Chapter 40 Diane

Diane

When I next surface from writing, the house has gone dim and quiet.

A black river of words flows behind my eyes, and my hands ache from typing too long.

The light at the windows is a faint pink mush, September dusk.

For a dizzy half second I’m unsure where I am, my spine pressed into the sofa’s seam, my notes sliding to the carpet like scattered feathers.

I have written fifteen pages without stopping, the kind of jag that only comes once in a blue moon and leaves you both triumphant and hollowed out. I type the last line of the chapter, hands shaking from fatigue and some animal thrill, and for a long time I just stare at the words.

I want to cry but don’t. Instead, I let myself feel the high and crash of it—the way a story, when it finally cracks open, can swallow you whole.

I scroll back and read the last paragraph, needing to see it as a reader would:

She did not know if the leap would end in flight or in the sea, but the not knowing was the point. She stepped forward, her heart loud in her ears, and decided that some risks were worth the fall.

I read it again, slower. Some risks were worth the fall.

Outside, a branch taps the glass, a wind-shivered warning. I ignore it. The words pulse in my head.

I think of Nathan, of all the ways I have kept myself safe from wanting things I might not get. I think of the other women I have envied, those who go after what they want, who risk embarrassment, who call in the middle of the night just to say I miss you. I have never been that person, not really.

But maybe I could be.

I close the laptop and stack the loose pages of my notes, aligning the edges with unnecessary care. I brush crumbs from the desktop, then rise, stretching until my spine cracks. The room is a cave of blue shadows, my reflection barely visible in the window.

I shut the window, sliding it closed with a firmness I rarely permit myself.

The house settles, the wind turns, and I breathe in the evening, letting it fill every corner.

When I leave the library, I am still scared, but it is a new kind of scared, the kind that comes with wanting something you might actually get.

In the hallway, I pause and run my hands over my hair, flattening the wild strands into something almost presentable. I feel taller than I did this morning. Lighter, too, like I’ve been quietly refilled with helium.

Somewhere out there is Nathan, wondering, just as I am, what happens next.

I head for the door. For the first time in years, I am ready to find out.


Every entry below must be transcribed word for word, and the images must be left out.

BEGIN

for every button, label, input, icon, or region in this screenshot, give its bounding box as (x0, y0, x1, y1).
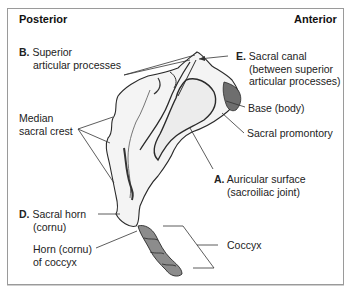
sacrum-bone (106, 52, 240, 226)
label-text: Sacral canal (249, 50, 307, 62)
coccyx-outline (138, 225, 182, 276)
label-text: Auricular surface (227, 173, 306, 185)
label-text: Horn (cornu) (33, 243, 92, 255)
label-letter: D. (19, 208, 30, 220)
label-text: Median (19, 112, 53, 124)
label-coccyx-horn: Horn (cornu) of coccyx (33, 243, 92, 268)
label-text: (between superior (236, 63, 333, 75)
label-letter: E. (236, 50, 246, 62)
label-text: Superior (32, 46, 72, 58)
label-letter: B. (19, 46, 30, 58)
coccyx-bone (138, 225, 182, 276)
label-sacral-canal: E. Sacral canal (between superior articu… (236, 50, 341, 88)
label-coccyx: Coccyx (227, 239, 261, 252)
posterior-heading: Posterior (19, 13, 67, 25)
label-text: (sacroiliac joint) (214, 186, 300, 198)
label-text: (cornu) (19, 221, 66, 233)
label-letter: A. (214, 173, 225, 185)
label-promontory: Sacral promontory (247, 127, 333, 140)
anterior-heading: Anterior (294, 13, 337, 25)
label-auricular: A. Auricular surface (sacroiliac joint) (214, 173, 306, 198)
leader-median-crest-1 (78, 117, 113, 129)
label-text: sacral crest (19, 125, 73, 137)
leader-auricular (190, 128, 213, 169)
label-sacral-horn: D. Sacral horn (cornu) (19, 208, 86, 233)
label-text: of coccyx (33, 256, 77, 268)
label-superior-articular: B. Superior articular processes (19, 46, 121, 71)
label-median-crest: Median sacral crest (19, 112, 73, 137)
label-text: articular processes) (236, 75, 341, 87)
label-text: Sacral horn (32, 208, 86, 220)
label-text: articular processes (19, 59, 121, 71)
leader-coccyx-horn (96, 231, 137, 248)
label-base: Base (body) (248, 102, 305, 115)
leader-promontory (222, 113, 244, 133)
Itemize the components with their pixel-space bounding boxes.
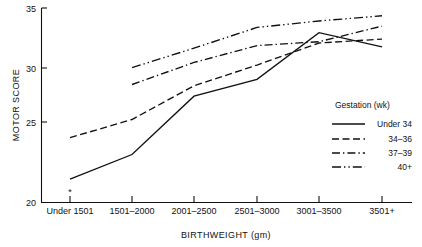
legend-title: Gestation (wk) [335,100,390,110]
legend-item-34-36[interactable]: 34–36 [332,134,412,144]
legend-label: Under 34 [377,119,412,129]
series-line-37-39 [132,26,382,84]
legend-label: 34–36 [388,134,412,144]
y-axis-title: MOTOR SCORE [11,69,21,141]
legend-item-37-39[interactable]: 37–39 [332,148,412,158]
legend: Gestation (wk) Under 34 34–36 37–39 40+ [332,100,412,172]
x-tick-label: 1501–2000 [109,206,154,216]
x-axis-title: BIRTHWEIGHT (gm) [181,230,271,240]
legend-label: 40+ [398,162,412,172]
x-axis-ticks [70,196,382,203]
x-tick-label: 3501+ [369,206,394,216]
y-tick-label: 35 [26,4,36,14]
legend-label: 37–39 [388,148,412,158]
y-axis-ticks [42,8,48,122]
motor-score-vs-birthweight-line-chart: MOTOR SCORE 35 30 25 20 Under 15 [0,0,422,247]
y-tick-label: 30 [26,64,36,74]
y-tick-label: 25 [26,118,36,128]
x-tick-label: 2001–2500 [171,206,216,216]
y-tick-label: 20 [26,198,36,208]
x-tick-label: 3001–3500 [296,206,341,216]
data-series-group [70,16,382,179]
legend-item-40-plus[interactable]: 40+ [332,162,412,172]
y-tick-labels: 35 30 25 20 [26,4,36,208]
chart-figure: MOTOR SCORE 35 30 25 20 Under 15 [0,0,422,247]
legend-item-under-34[interactable]: Under 34 [332,119,412,129]
x-tick-label: Under 1501 [46,206,93,216]
series-line-40 [132,16,382,68]
x-tick-label: 2501–3000 [234,206,279,216]
asterisk-marker: * [68,187,72,197]
x-tick-labels: Under 1501 1501–2000 2001–2500 2501–3000… [46,206,394,216]
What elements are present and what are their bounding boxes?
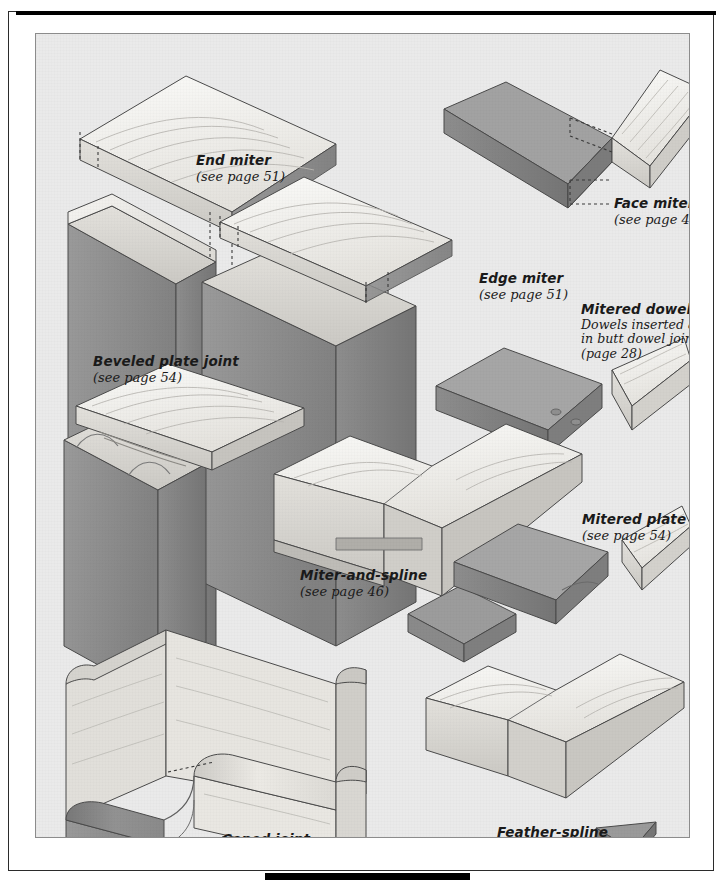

END

▸ **Solution below**
for every button, label, input, icon, or region in this screenshot, give its bounding box as (x0, y0, x1, y1).
sacrum-bone (106, 52, 240, 226)
label-text: Sacral canal (249, 50, 307, 62)
coccyx-outline (138, 225, 182, 276)
label-text: Auricular surface (227, 173, 306, 185)
label-text: Horn (cornu) (33, 243, 92, 255)
label-letter: D. (19, 208, 30, 220)
label-text: Median (19, 112, 53, 124)
label-coccyx-horn: Horn (cornu) of coccyx (33, 243, 92, 268)
label-text: (between superior (236, 63, 333, 75)
label-letter: E. (236, 50, 246, 62)
label-text: Superior (32, 46, 72, 58)
label-letter: B. (19, 46, 30, 58)
coccyx-bone (138, 225, 182, 276)
label-sacral-canal: E. Sacral canal (between superior articu… (236, 50, 341, 88)
label-coccyx: Coccyx (227, 239, 261, 252)
posterior-heading: Posterior (19, 13, 67, 25)
label-text: (sacroiliac joint) (214, 186, 300, 198)
label-text: (cornu) (19, 221, 66, 233)
label-letter: A. (214, 173, 225, 185)
label-promontory: Sacral promontory (247, 127, 333, 140)
anterior-heading: Anterior (294, 13, 337, 25)
label-auricular: A. Auricular surface (sacroiliac joint) (214, 173, 306, 198)
leader-median-crest-1 (78, 117, 113, 129)
label-text: sacral crest (19, 125, 73, 137)
leader-auricular (190, 128, 213, 169)
label-sacral-horn: D. Sacral horn (cornu) (19, 208, 86, 233)
label-text: of coccyx (33, 256, 77, 268)
label-superior-articular: B. Superior articular processes (19, 46, 121, 71)
label-median-crest: Median sacral crest (19, 112, 73, 137)
label-text: articular processes) (236, 75, 341, 87)
label-text: Sacral horn (32, 208, 86, 220)
label-text: articular processes (19, 59, 121, 71)
leader-coccyx-horn (96, 231, 137, 248)
label-base: Base (body) (248, 102, 305, 115)
leader-promontory (222, 113, 244, 133)
Itemize the components with their pixel-space bounding boxes.
legend-title: Gestation (wk) [335,100,390,110]
legend-item-34-36[interactable]: 34–36 [332,134,412,144]
legend-label: Under 34 [377,119,412,129]
series-line-37-39 [132,26,382,84]
legend-label: 34–36 [388,134,412,144]
y-axis-title: MOTOR SCORE [11,69,21,141]
legend-item-37-39[interactable]: 37–39 [332,148,412,158]
legend: Gestation (wk) Under 34 34–36 37–39 40+ [332,100,412,172]
x-tick-label: 1501–2000 [109,206,154,216]
x-axis-title: BIRTHWEIGHT (gm) [181,230,271,240]
legend-label: 40+ [398,162,412,172]
x-axis-ticks [70,196,382,203]
x-tick-label: 3501+ [369,206,394,216]
y-tick-label: 35 [26,4,36,14]
legend-label: 37–39 [388,148,412,158]
y-axis-ticks [42,8,48,122]
motor-score-vs-birthweight-line-chart: MOTOR SCORE 35 30 25 20 Under 15 [0,0,422,247]
y-tick-label: 30 [26,64,36,74]
y-tick-label: 25 [26,118,36,128]
x-tick-label: 2001–2500 [171,206,216,216]
y-tick-label: 20 [26,198,36,208]
x-tick-label: 3001–3500 [296,206,341,216]
data-series-group [70,16,382,179]
legend-item-40-plus[interactable]: 40+ [332,162,412,172]
y-tick-labels: 35 30 25 20 [26,4,36,208]
chart-figure: MOTOR SCORE 35 30 25 20 Under 15 [0,0,422,247]
legend-item-under-34[interactable]: Under 34 [332,119,412,129]
x-tick-label: Under 1501 [46,206,93,216]
series-line-40 [132,16,382,68]
x-tick-label: 2501–3000 [234,206,279,216]
asterisk-marker: * [68,187,72,197]
x-tick-labels: Under 1501 1501–2000 2001–2500 2501–3000… [46,206,394,216]
What elements are present and what are their bounding boxes?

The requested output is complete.